The pretty market town nestled in the South Downs is, for all other 364 days of the year, the relatively quiet home of a motley crew of Lewes natives and escaped-from-London arty types. But, on the November 5th, it becomes the legendarily transformed site of the best and most elaborate Bonfire Night in the country. The facades of the picturesque Georgian shop fronts are all boarded up as seven bonfire societies compete for the highest flames, and march through the streets carry burning crosses, banners, musical instruments or burning letters spelling out the initials of the society.
And then there are the guys: in recent years, astonishingly impressive effigies of Boris and a reclining Jacob Rees-Mogg; of Donald Trump riding a Bucking Bronco; of David Cameron with a pig; and of Alex Salmond have all been burned. Forget a simple sparklers and firework affair: to say that the annual event is anarchic is quite the understatement.

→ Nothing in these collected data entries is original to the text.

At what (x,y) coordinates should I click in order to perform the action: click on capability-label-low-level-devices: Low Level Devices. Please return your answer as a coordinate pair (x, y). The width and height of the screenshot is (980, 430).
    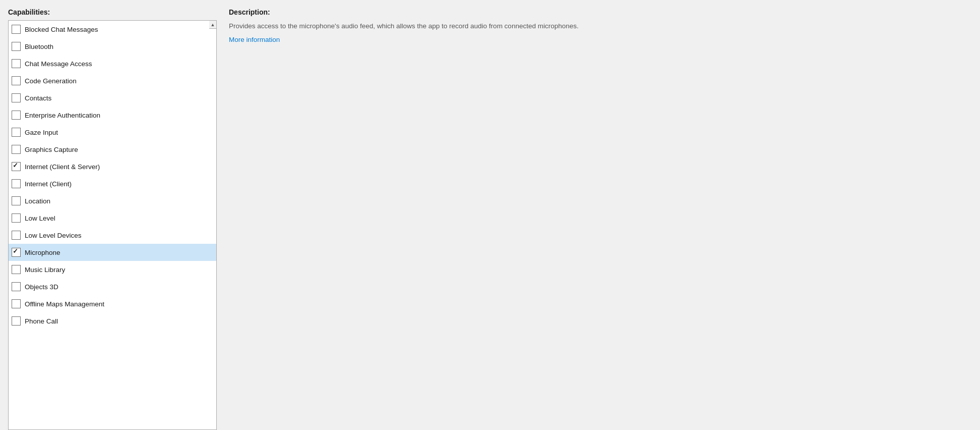
    Looking at the image, I should click on (53, 235).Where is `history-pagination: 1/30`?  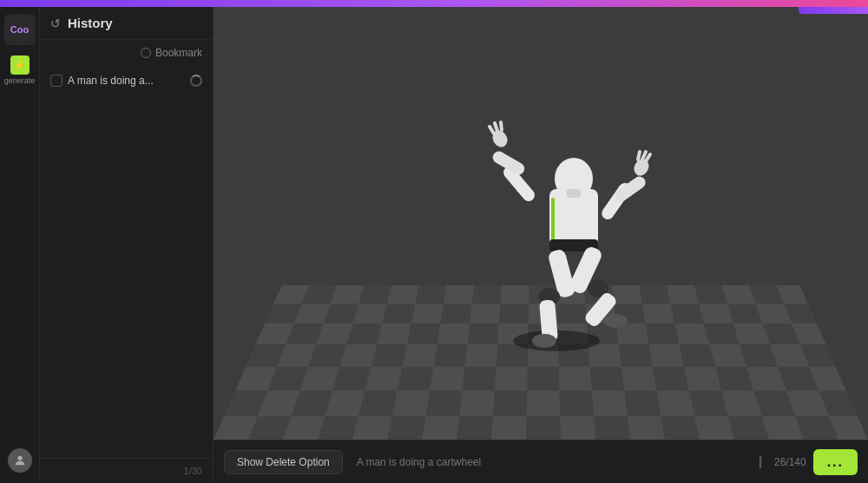
history-pagination: 1/30 is located at coordinates (127, 470).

In the past, some 80,000 people have turned out to watch the spectacle in a town that houses fewer than a quarter of that number.
And yet Lewes’ bonfire tradition is reasonably new (we’re talking relative to the actual Gunpowder Plot of 1605, here). Despite the fact that, in the year following Fawkes’ and his co-conspirators’ failed attempts on Parliament, an act entitled 'An Acte for a publique Thanksgiving to Almighty God ever year of the Fifth day of November' was passed, Lewes’ commemoration of it was random and given to lead to riots. Yet in the 1820s, groups who have come to be known as ‘Bonfire Boys’ began to celebrate with fireworks and blazes dotted about the town, and so rowdy had they become by the middle of the century that it took extra police presence called in from London to sort them out. It was after that intervention that the celebrations transformed into the sorts of processions we see today.

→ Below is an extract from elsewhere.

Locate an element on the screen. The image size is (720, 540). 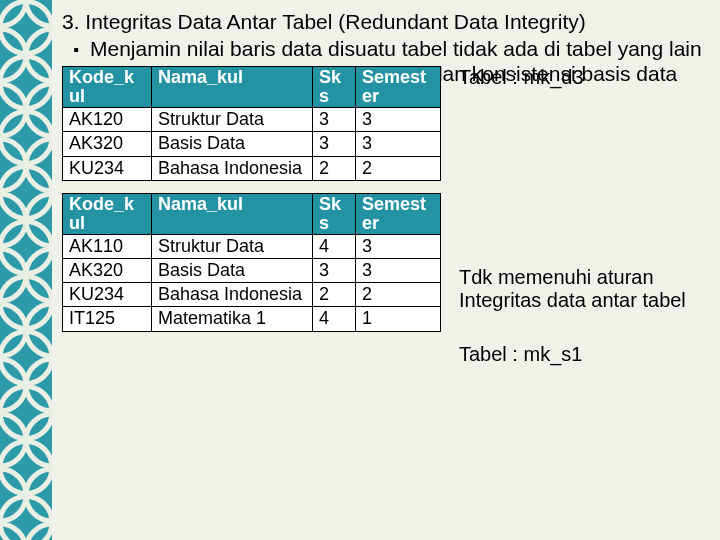
cell: Matematika 1 is located at coordinates (232, 319).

There is, too, a rife ‘anti-popery’, stemming from the cult of the Lewes martyrs (seventeen protestants who were burned at the stake during the reign of Queen Mary I between 1555 and 1557), and in the past effigies of serving pontiffs have been added to the pyres. And yet, Lewes is fairly equal opportunities insofar as the figures it literally builds up to burn down. In 1981, Ian Paisley attended bonfire in Lewes and handed out anti-Catholic pamphlets. His reward? He was burned in effigy the following year.
Lewes Bonfire is, then, an often-controversial affair. But it speaks to the eccentricities and pageantry of this isle and, there is no denying, that it is an extraordinary thing to behold. To that end, do pay a visit to a couple of the Instagram accounts of the societies (do also be sure to check out #lewesbonfire). We’re not promising that they are the most regularly or most efficiently run accounts, but they do give a glimpse into an annual night to remember. And boy do we want to remember it this year. @Southoverbonfiresociety and @lewesboroughbonfire: until next year, you’re our heroes.